It is evident that the court below regarded this case as one of carriage for hire, and not as one of gratuitous carriage, and that no sufficient evidence to go to the jury was adduced to show the contrary; and, hence, that under the ruling of this court in Railroad Company v. Lockwood, 17 Wall. 357, it was a case in which the defendant, as a common carrier of passengers, could not lawfully stipulate for exemption from liability for the negligence of its servants. In taking this view, we think the court was correct. The transportation of the plaintiff in the defendant's cars, though not paid for by him in money, was not a matter of charity nor of gratuity in any sense. It was by virtue of an agreement, in which the mutual interest of the parties was consulted. It was part of the consideration for which the plaintiff consented to take the journey to Montreal. His expenses in making that journey were to be paid by the defendant, and of these the expense of his transportation was a part. The giving him a free pass did not alter
The charge actually given by the court was also free from material error. It stated the law as favorably for the defendant as the latter had a right to ask. If subject to any criticism, it is in that part in which the court supposed that the jury might find that the plaintiff was injured by the reckless misconduct and negligence of the defendant. If this degree of fault had been necessary to sustain the action, there might have been some difficulty in deducing it from the evidence. However, the condition of the track where the accident took place, without any explanation of its cause, was perhaps sufficient even for such an inference. If the defendant could have shown that the injury to the rails was the result of an accident occurring so shortly before the passage of the train as not to give an opportunity of ascertaining its existence, it did not do so, but chose to rest upon the evidence of the plaintiff. In fact, however, negligence was all that the plaintiff was bound to show; and of this there was abundant evidence to go to the jury. On the whole, therefore, we think that the charge presents no sufficient ground for setting aside the verdict. The charge, if not formally accurate, was not such as to prejudice the defendant.
It is strongly urged however, that the plaintiff, by accepting
Since, therefore, from our view of the case, it is not necessary to determine what would have been the rights of the parties if the plaintiff had been a free or gratuitous passenger, we rest our decision upon Railroad Company v. Lockwood, supra. We have no doubt of the correctness of the conclusion reached in that case. We do not mean to imply, however, that we should have come to a different conclusion, had the plaintiff been a free passenger instead of a passenger for hire. We are aware that respectable tribunals have asserted the right to stipulate for exemption in such a case; and it is often asked, with apparent confidence, "May not men make their own contracts, or, in other words, may not a man do what he will with his own?" The question, at first sight, seems a simple one. But there is a question lying behind that: "Can a man call that absolutely his own, which he holds as a great public trust, by the public grant, and for the public use as well as his own profit?" The business of the common carrier, in this country at least, is emphatically a branch of the public service; and the conditions on which that public service shall be performed by private enterprise are not yet entirely settled. We deem it the safest plan not to anticipate questions until they fairly arise and become necessary for our decision. Judgment affirmed.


Activity. In the records that follow, show each line where the word "item" is present.

Dataset records on visual material:
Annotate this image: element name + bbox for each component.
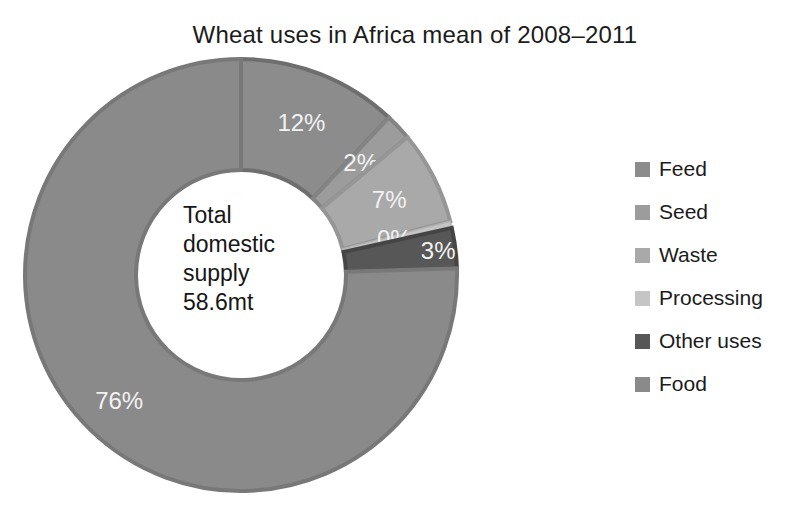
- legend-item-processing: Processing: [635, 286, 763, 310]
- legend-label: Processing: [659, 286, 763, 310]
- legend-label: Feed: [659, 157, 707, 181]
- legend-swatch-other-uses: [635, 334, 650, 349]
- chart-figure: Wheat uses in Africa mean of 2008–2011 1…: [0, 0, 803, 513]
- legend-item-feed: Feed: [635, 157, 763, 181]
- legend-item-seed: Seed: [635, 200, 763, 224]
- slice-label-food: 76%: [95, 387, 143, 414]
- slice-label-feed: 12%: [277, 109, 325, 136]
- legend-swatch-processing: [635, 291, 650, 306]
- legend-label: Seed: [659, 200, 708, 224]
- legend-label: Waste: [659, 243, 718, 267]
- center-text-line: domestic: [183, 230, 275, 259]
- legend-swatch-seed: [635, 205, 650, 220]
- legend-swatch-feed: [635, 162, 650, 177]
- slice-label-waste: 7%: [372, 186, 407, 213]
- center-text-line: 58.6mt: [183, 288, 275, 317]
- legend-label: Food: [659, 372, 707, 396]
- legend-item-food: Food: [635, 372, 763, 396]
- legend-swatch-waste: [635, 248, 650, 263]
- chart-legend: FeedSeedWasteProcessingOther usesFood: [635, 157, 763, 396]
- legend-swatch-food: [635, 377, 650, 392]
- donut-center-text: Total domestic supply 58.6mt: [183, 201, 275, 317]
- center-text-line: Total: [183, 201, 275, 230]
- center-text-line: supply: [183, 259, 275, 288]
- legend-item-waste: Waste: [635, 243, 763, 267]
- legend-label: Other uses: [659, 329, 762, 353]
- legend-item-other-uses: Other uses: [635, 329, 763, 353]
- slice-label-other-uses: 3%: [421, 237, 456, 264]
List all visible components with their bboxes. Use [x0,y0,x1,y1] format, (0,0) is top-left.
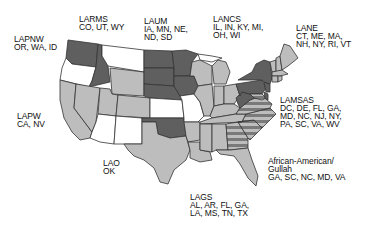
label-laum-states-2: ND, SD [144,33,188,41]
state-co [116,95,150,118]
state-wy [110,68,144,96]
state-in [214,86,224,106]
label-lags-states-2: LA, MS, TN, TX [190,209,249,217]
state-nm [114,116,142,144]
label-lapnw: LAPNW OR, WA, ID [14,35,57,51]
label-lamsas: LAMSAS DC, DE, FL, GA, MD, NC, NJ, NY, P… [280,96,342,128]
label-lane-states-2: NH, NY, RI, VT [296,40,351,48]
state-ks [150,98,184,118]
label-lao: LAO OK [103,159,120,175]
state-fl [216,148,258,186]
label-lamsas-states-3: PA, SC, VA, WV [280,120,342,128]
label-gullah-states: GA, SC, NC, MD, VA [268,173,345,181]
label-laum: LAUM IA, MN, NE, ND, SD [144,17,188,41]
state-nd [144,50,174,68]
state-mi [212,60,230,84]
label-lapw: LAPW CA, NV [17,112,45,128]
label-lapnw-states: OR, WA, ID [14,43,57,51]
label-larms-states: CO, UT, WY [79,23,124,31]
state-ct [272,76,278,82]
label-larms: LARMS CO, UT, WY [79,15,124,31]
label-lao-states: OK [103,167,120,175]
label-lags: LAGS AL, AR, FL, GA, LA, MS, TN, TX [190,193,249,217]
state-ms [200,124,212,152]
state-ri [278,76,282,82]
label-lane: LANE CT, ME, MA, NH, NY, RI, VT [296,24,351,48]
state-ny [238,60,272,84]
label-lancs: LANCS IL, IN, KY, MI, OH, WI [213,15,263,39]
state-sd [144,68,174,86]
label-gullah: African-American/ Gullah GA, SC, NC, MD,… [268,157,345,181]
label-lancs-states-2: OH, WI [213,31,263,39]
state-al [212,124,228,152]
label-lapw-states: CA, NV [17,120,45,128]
---
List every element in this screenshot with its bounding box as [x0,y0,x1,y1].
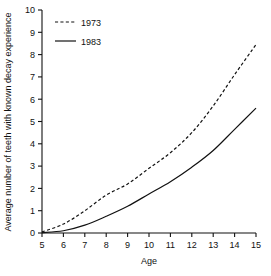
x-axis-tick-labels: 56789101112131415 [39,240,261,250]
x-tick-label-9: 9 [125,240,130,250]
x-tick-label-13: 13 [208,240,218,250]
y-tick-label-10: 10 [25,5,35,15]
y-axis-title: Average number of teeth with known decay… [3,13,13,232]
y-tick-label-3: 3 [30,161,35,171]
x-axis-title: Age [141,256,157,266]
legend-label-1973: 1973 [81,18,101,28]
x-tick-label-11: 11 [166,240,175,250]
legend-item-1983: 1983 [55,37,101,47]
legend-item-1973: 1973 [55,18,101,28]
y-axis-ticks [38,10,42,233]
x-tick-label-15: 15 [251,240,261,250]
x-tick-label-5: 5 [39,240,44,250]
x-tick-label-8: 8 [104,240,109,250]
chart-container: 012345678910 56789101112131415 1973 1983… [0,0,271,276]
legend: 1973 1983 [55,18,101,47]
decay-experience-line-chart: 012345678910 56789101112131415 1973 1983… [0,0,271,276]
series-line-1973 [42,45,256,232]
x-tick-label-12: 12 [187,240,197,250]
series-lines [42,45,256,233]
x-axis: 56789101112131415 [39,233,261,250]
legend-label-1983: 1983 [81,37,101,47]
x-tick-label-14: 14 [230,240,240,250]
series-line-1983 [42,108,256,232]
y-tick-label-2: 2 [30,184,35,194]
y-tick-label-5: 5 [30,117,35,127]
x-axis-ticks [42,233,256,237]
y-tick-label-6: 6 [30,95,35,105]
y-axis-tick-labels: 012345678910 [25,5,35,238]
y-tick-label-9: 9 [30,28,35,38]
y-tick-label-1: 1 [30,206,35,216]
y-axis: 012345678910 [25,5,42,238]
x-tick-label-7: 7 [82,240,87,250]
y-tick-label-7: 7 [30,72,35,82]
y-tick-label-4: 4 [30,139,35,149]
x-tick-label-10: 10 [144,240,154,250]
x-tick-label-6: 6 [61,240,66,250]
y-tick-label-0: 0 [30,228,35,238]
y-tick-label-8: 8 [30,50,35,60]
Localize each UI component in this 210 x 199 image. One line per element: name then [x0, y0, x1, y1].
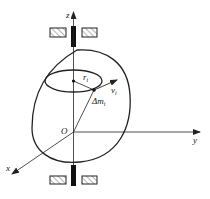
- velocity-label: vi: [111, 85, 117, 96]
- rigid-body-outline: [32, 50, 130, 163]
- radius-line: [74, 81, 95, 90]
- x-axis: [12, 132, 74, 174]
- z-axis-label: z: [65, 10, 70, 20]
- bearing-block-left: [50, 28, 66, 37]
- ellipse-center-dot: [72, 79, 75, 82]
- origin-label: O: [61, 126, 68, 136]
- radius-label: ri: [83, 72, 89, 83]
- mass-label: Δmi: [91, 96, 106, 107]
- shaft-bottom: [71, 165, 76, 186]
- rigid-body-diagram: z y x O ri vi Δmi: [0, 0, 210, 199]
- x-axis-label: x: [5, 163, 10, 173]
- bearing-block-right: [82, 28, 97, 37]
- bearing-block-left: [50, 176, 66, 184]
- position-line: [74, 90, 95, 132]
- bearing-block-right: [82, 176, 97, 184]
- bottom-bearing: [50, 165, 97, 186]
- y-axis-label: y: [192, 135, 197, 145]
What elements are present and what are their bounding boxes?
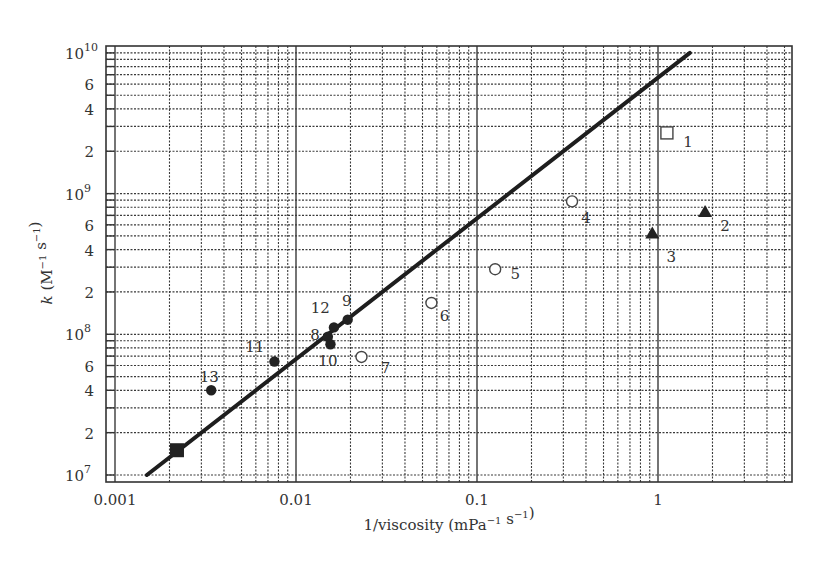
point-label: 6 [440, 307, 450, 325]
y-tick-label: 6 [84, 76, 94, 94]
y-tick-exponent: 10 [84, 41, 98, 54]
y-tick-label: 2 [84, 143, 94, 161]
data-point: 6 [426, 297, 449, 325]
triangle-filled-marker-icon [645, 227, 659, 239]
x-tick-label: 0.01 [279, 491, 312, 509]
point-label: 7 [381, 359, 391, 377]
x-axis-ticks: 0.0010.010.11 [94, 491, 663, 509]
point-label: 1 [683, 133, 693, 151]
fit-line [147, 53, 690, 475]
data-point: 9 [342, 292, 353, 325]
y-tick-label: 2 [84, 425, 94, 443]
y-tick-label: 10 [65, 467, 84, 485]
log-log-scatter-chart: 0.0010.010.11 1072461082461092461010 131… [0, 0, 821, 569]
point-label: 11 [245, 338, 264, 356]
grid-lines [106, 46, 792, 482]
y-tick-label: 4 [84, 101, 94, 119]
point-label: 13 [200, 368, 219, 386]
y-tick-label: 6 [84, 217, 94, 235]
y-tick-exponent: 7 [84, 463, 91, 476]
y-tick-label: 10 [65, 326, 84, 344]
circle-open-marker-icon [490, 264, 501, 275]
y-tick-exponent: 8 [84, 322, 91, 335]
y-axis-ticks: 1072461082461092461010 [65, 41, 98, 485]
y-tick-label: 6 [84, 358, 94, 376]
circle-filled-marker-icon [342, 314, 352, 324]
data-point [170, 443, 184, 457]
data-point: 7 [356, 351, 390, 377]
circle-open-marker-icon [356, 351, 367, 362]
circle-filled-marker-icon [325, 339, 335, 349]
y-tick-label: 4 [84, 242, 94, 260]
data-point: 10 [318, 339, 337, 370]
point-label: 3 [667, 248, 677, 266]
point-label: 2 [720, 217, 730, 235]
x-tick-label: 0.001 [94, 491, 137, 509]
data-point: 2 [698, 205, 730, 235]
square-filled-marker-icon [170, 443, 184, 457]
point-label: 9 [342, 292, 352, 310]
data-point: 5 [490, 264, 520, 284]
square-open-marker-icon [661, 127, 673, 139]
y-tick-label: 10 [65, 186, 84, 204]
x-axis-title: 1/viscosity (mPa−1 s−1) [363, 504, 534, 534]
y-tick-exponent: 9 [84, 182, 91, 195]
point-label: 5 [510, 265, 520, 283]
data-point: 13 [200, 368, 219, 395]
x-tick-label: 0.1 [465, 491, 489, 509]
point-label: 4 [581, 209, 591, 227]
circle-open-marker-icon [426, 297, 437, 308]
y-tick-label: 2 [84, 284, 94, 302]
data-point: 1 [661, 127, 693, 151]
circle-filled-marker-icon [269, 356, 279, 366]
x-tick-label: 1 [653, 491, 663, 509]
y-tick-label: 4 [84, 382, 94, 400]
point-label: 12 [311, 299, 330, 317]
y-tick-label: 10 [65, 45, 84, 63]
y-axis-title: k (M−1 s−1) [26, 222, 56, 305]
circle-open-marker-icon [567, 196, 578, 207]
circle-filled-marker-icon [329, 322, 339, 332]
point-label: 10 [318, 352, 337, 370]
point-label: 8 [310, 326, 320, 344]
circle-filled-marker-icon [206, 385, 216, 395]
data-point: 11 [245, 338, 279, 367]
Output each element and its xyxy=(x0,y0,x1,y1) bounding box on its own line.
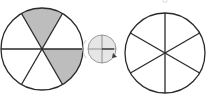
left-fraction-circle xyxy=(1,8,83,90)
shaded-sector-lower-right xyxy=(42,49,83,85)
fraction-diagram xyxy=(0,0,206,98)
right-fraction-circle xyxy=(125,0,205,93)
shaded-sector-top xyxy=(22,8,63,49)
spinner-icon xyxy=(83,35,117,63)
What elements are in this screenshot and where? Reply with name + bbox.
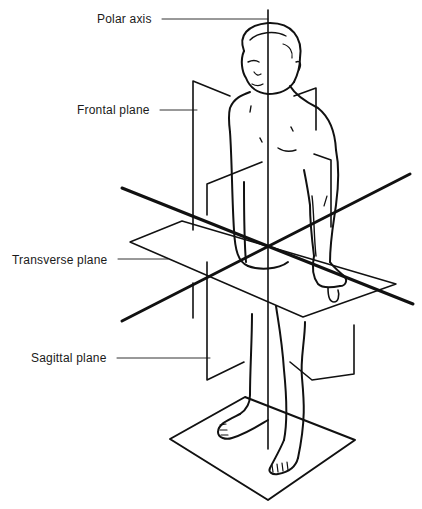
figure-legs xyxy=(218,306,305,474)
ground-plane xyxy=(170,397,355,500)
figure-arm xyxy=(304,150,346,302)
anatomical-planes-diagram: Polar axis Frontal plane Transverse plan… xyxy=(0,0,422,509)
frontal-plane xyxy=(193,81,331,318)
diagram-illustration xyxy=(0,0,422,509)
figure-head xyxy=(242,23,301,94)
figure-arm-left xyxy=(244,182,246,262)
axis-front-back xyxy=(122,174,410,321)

Exercise answer.
- legend-item-processing: Processing: [635, 286, 763, 310]
- legend-item-feed: Feed: [635, 157, 763, 181]
- legend-item-seed: Seed: [635, 200, 763, 224]
- legend-item-food: Food: [635, 372, 763, 396]
- legend-item-waste: Waste: [635, 243, 763, 267]
- legend-item-other-uses: Other uses: [635, 329, 763, 353]
legend-item-1983: 1983 [55,37,101,47]
legend-item-1973: 1973 [55,18,101,28]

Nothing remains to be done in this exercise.